This is the thanks we get for trying to help them.
The British Empire could have simply exterminated the lot of them. They are far more sparsely populated than in the south and pose zero threat to armies of even a few hundred troops. But instead they signed treaties, as though First Nations had any concept of land ownership.
Then Canada noticed that, when left to their own devices, they were drinking themselves to death and abusing their vulnerable, rather than do anything productive. Instead of letting them exterminate themselves, we created special schools that gave them a pathway into our successful culture.
Despite helping thousands of them to learn English and find useful work, the handful of failures made a huge stink about how the schools ruined their lives (which would have been plagued by alcohol and physical abuse without them anyway).

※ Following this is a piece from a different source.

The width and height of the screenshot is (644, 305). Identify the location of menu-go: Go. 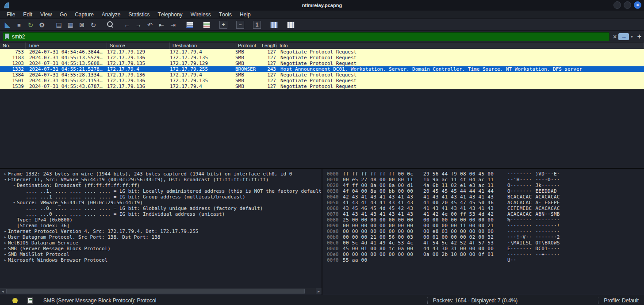
(63, 15).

But the fact is, they've got nothing to complain about but a few sob stories (no doubt from the poorest performing students) and some radar readings that they don't understand. The official investigate indicates that the super-majority of deaths were from TB, the rates of which in the schools were identical to those of the surrounding reserves; they were starving to death due to mismanagement of what they were given. Almost zero First Nations students died in schools anywhere but on a reserve.
The lesson I take away from this, as a Canadian, is that we should have treated them as a hostile people the whole time.
The great Canadian Holohoax.
Prove to me it happened.
As a Catholic Canadian, I am waiting for apologies for the slander of my religion and burning of churches.
This is the thanks we get for trying to help them.
The British Empire could have simply exterminated the lot of them. They are far more sparsely populated than in the south and pose zero threat to armies of even a few hundred troops. But instead they signed treaties, as though First Nations had any concept of land ownership.
Then Canada noticed that, when left to their own devices, they were drinking themselves to death and abusing their vulnerable, rather than do anything productive. Instead of letting them exterminate themselves, we created special schools that gave them a pathway into our successful culture.
Despite helping thousands of them to learn English and find useful work, the handful of failures made a huge stink about how the schools ruined their lives (which would have been plagued by alcohol and physical abuse without them anyway).
But the fact is, they've got nothing to complain about but a few sob stories (no doubt from the poorest performing students) and some radar readings that they don't understand. The official investigate indicates that the super-majority of deaths were from TB, the rates of which in the schools were identical to those of the surrounding reserves; they were starving to death due to mismanagement of what they were given. Almost zero First Nations students died in schools anywhere but on a reserve.
The lesson I take away from this, as a Canadian, is that we should have treated them as a hostile people the whole time.
We had treated them too well and pamper and treat them too well today.